Music you want played:

“Something upbeat,” he wrote.

“Ralph, upbeat music?” Stephanie asked.

Meanwhile, in other parts of Fort Riley, the other soldiers were getting ready, too. Finishing wills. Designating powers of attorney. Working their way down final medical checklists. Hearing. Heart rate. Blood pressure. Blood type. They went to health briefings and were told: Wash your hands. Drink bottled water. Wear cotton underwear. Watch out for rats. They put on their body armor and stood outside in a zero-degree wind chill for inspection and were told that the straps weren’t tight enough, the ceramic plates intended to stop high-powered sniper bullets were an inch off, their compression bandages and tourniquets were stored in the wrong place, they were effectively dead men. They went to a briefing on stress management and suicide prevention and were told by a chaplain, “This is important. If you are not ready to die, you need to get there. If you are not ready to die, you need to be. If you are not ready to see your friends die, you need to be.”

And were they ready? Who knew? For most of them, this would be their first deployment, and for many it would be their first time away from the United States. The average age in the battalion was nineteen. Could a nineteen-year-old be ready? What about a nineteen-year-old soldier named Duncan Crookston, who was in his little apartment with his mother and father and new, nineteen-year-old wife, packing his things, when the phone rang? “Buried,” he said. “Battle Hymn of the Republic,” he said. Ten minutes later he hung up. “Just planned my funeral,” he nonchalantly told his curious parents and new wife, and was Duncan Crookston ready?

What about the youngest soldier in the battalion, who was only seventeen? “Roger that,” he said, whenever he was asked if he was ready, but when rumors about the deployment first began to circulate, he had taken aside his platoon sergeant, a staff sergeant named Frank Gietz, to ask how he’d be able to handle killing someone. “Put it in a dark place while you’re there,” Gietz had said.

So was a seventeen-year-old ready?

For that matter, was Gietz, who had been to Iraq twice, was one of the oldest soldiers in the battalion, and knew better than anyone the meaning of “a dark place”?

Was Jay Cajimat, who in ten weeks was going to be remembered by his mother in the local paper as a “soft-hearted boy”?

Didn’t matter. They were going.

They packed ammunition and photographs and first-aid kits and candy. They went into town for the last time and in a few cases drank too much, in a few other cases went AWOL to see girlfriends, and in at least one case got married. Five days before departure, Kauzlarich studied a list of soldiers who wouldn’t be able to go. Seven needed some sort of surgery. Two were about to become fathers. One had an infant in intensive care. Two were in jail. Nine were, for various reasons, as Kauzlarich put it, “mentally incapable of doing what we’re about to do.” But most were eager to do what they were about to do, were impatient, even, and said so with certainty. “It’s the decisive point of the fight,” one soldier explained, foot tapping, head nodding, practically vibrating. “This is the chance to win it.”

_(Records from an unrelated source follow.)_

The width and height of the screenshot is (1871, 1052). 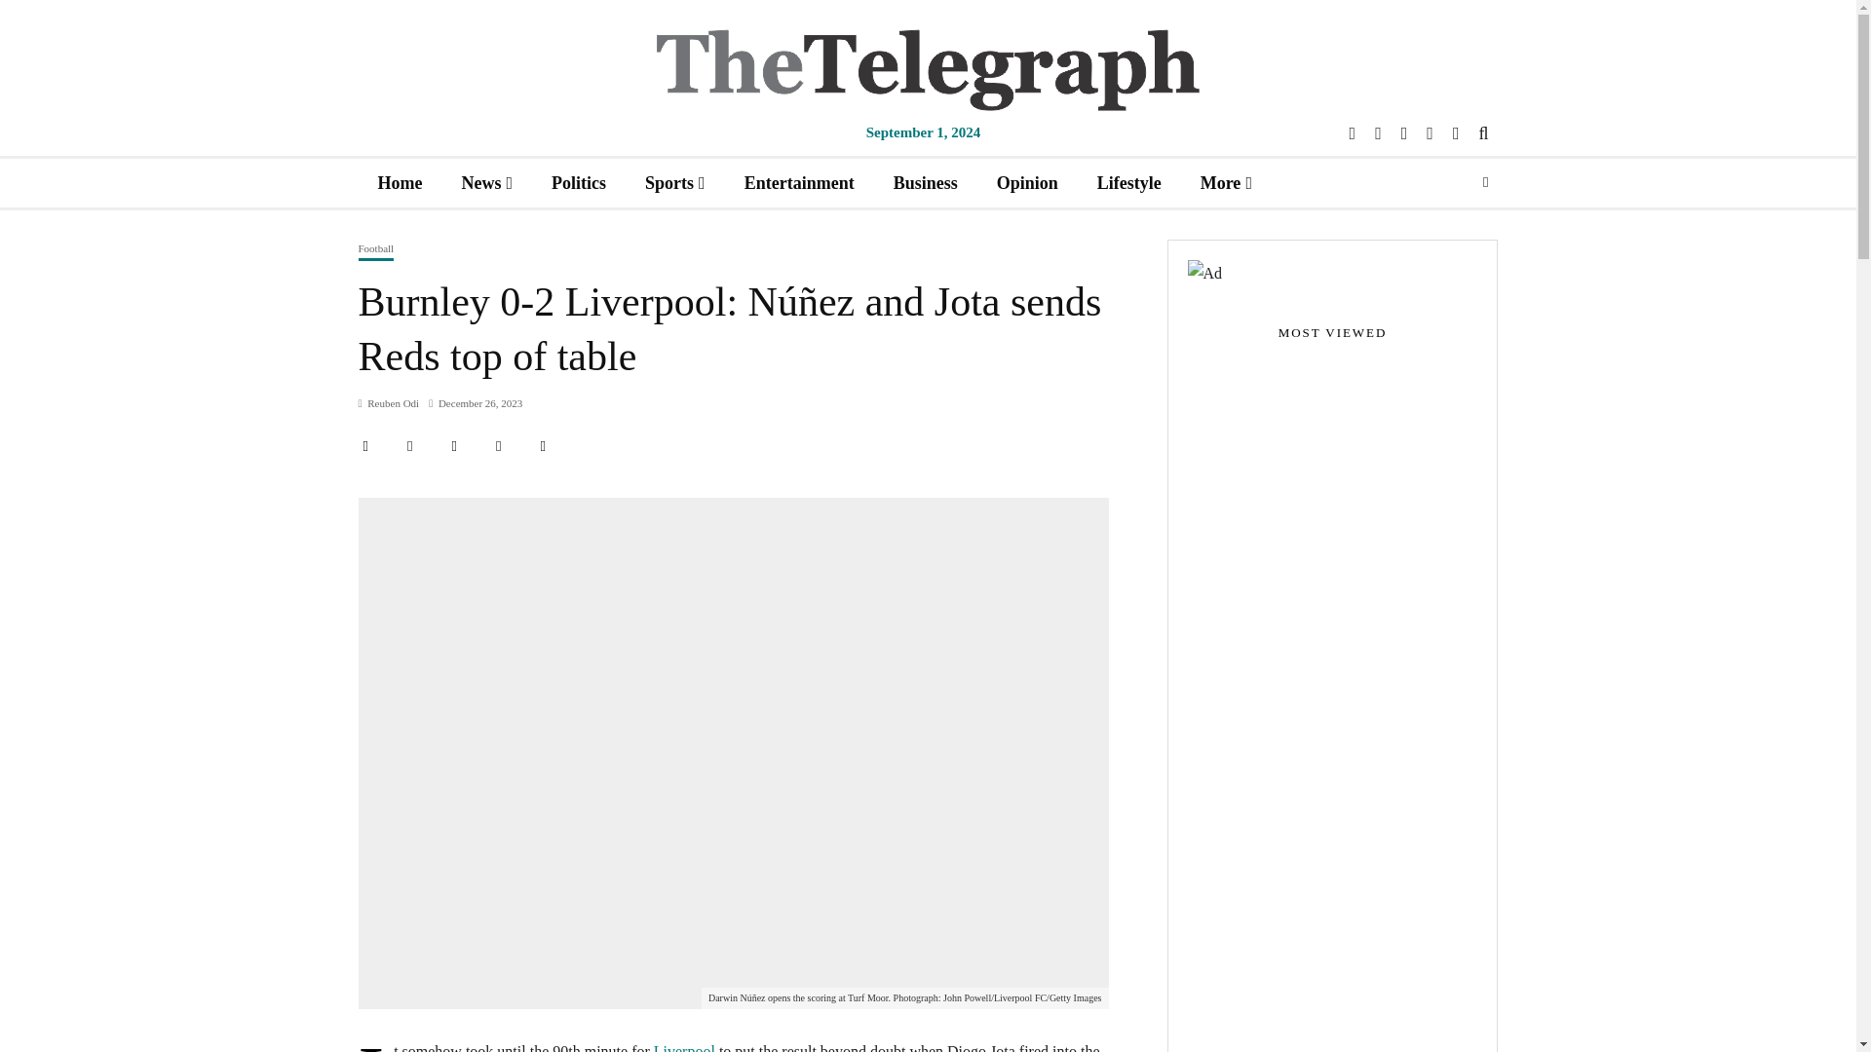 I want to click on News, so click(x=486, y=182).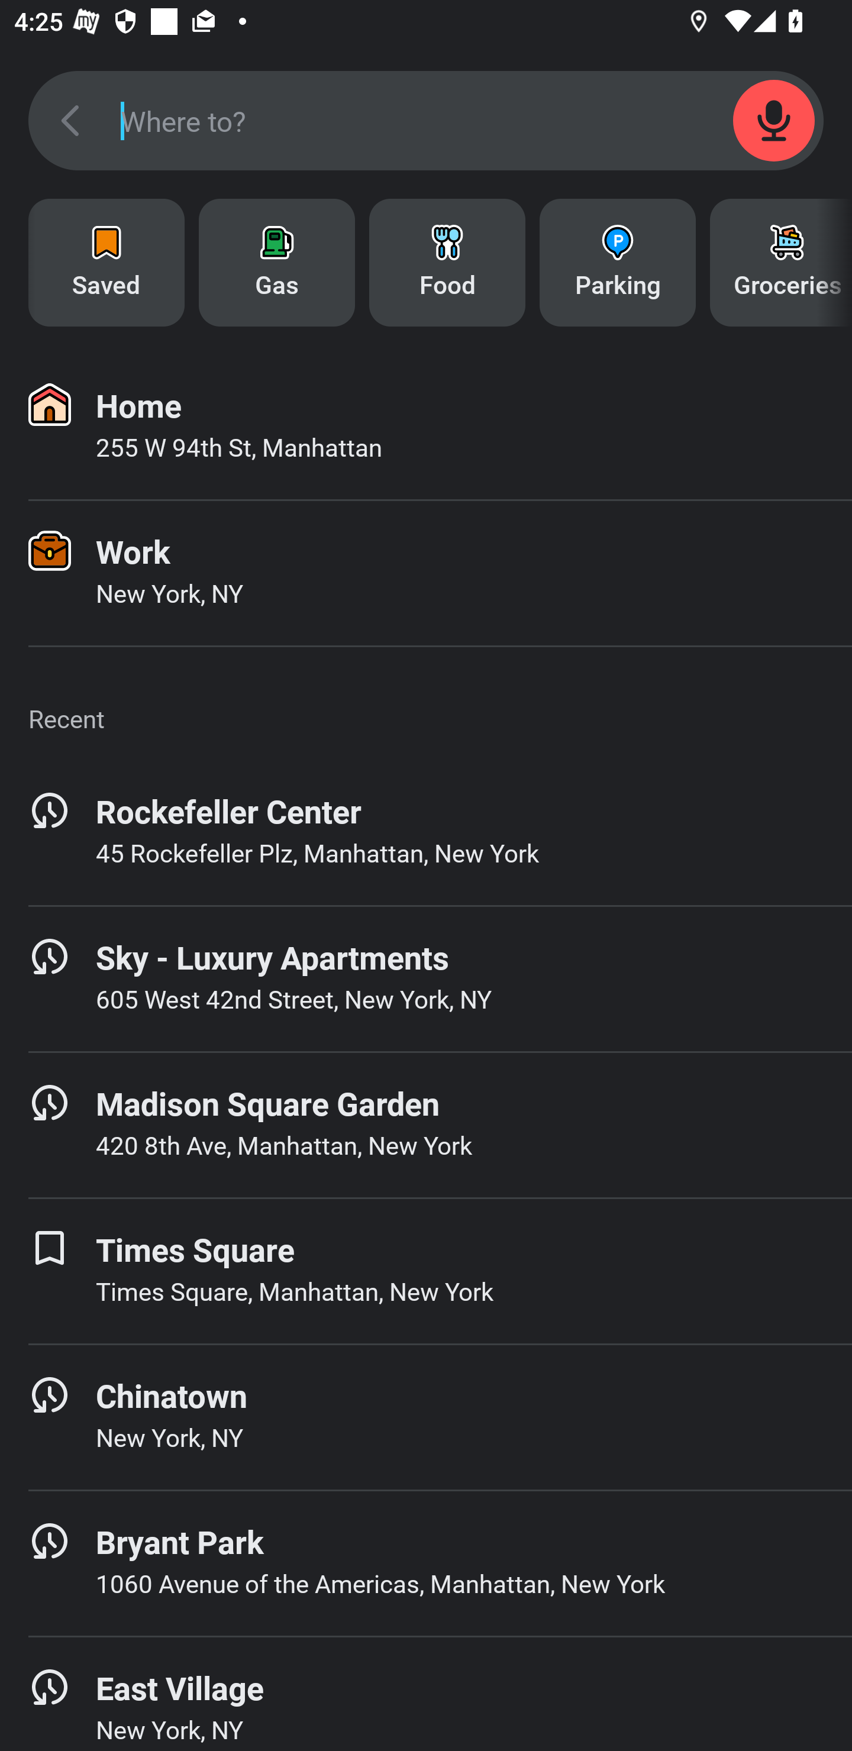 Image resolution: width=852 pixels, height=1751 pixels. I want to click on Gas, so click(277, 262).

Four days until departure:

Kauzlarich gathered the battalion in a field behind headquarters to explain where in Baghdad they would be based. It had snowed, and it was cold, and the sun was going down as he said that they soon would be near Sadr City, Baghdad’s infamous slum and a center of the insurgency. The soldiers ringed him and pressed closer to hear, and as he raised his voice and said the words “a nice, little, mean, nasty area,” they echoed off the ice and the surrounding buildings, making this place feel even chillier than it was.